Before Rozalind McPhail took the stage, already arranged with her flutes, headphones and effects board, and an overhead projector aimed at an improvised screen made from a shower curtain, the sound tech at Monstercade bearhugged a gold mannequin and attempted to lift it off the set. McPhail gestured for him to leave it.

The flute-loopist from the Canadian province of Newfoundland has been creating sounds for the imagery at hand — mostly short films, but sometimes photos and, often, the things she sees around her — since she graduated art school, and began wondering how she could change the world with her flute, which like all wind instruments can only play one note at a time.

Technology, and the skill to use it, provided an answer. For her live set, she loops flute lines set to drum and synth tracks, building layer upon layer with a midi foot controller and a voice synthesizer she applies to the flute. 

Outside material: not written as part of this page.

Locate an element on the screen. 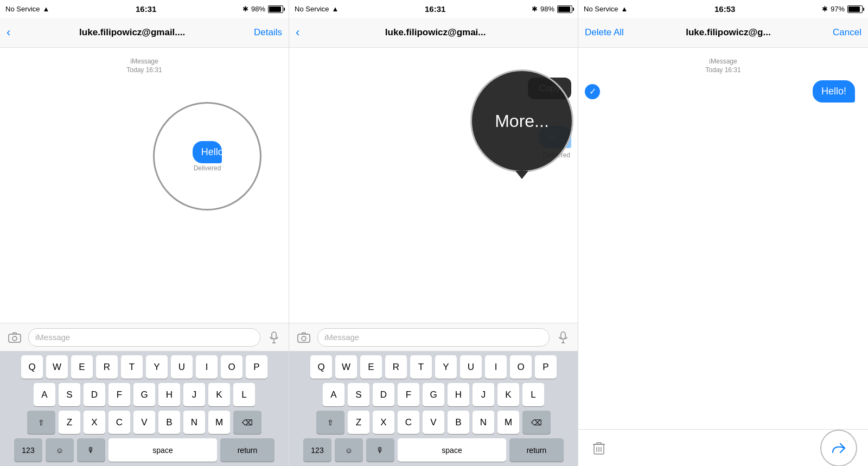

“I consider the electronics my duet partner,” she said.

The effect is somewhat electronic and generally ethereal, but as she demonstrates during her short set at Monstercade, it can be effectively applied to all sorts of imagery.

During her three-month residency for Wilmington’s Cucalorus Film Festival in 2014 that she called “a tribal experience,” she created “From the River to the Ocean,” an audio-visual project about the port city that won her an East Coast Music Award in 2017 — eastern Canada’s version of the Grammys — and fueled interest in her short North Carolina tour, with shows in Asheville, Greensboro, Wilmington and here in Winston-Salem.

Her North Carolina material plays heavily into the set: “Greenfield,” about Wilmington’s Greenfield Park; “Film Equals Jobs,” a mini-doc about local film-industry protests against the state General Assembly’s move to strike film incentives from the state budget; “Now Accepting Food Stamps,” a piece she shot herself about income inequality in Wilmington, the likes of which she had not experienced in Canada, inspired by a large sign above a store.

“You see poverty in Canada, but not so blatant,” she said. “[That sign] was so humungous. It really struck me that there’s something wrong with the world. I saw little reminders of it every day.

“I wanted the music to be my form of acceptance,” she continued. “There are just some things we can’t change in the world.”

The music can elevate the tensions and catalyze release along with the images on the screen, embellish moments of beauty and sorrow, dramatize the narrative in a way that dialogue never could.

“Yukon” is set to slides of the 735-mile Dempster Highway that runs through the region: stills of water, naked mountaintops, frosty tundra, wildlife. “Floe” uses time-lapse footage of the phenomenon taken from the Belcher Islands. As the Northern Lights electrify the sky, we see the ice floe in for foreground break up and float off. “Victoria Street” takes place in her own neighborhood on St. Johns Island, on a day when McPhail and her then-boyfriend decided to knock on everyone’s doors and introduce themselves to their neighbors. 

[pullquote]For more about the artist and other tour dates see rozalindmacphail.com.[/pullquote]

“It just shows how impermanent life can be,” she said. “None of the relationships in this film exist anymore. We’ve got to document our lives, capture our memories. They never happen again.”

She closes the Monstercade set with “The Gaze,” featuring musical lines created with an omnichord flute, laid over a supercut of old civic documentary films from the 1940s, salvaged from the Wilmington Library, the scenes chosen for the moment when the subject looks directly at the camera.

Some glance surreptitiously while others beam smiles at the lens in time-capsule clothing and hairstyles, old automobiles cruising the streets. It’s both film and music, art and documentary.

Like the music behind it, the piece manages to hit several notes at once.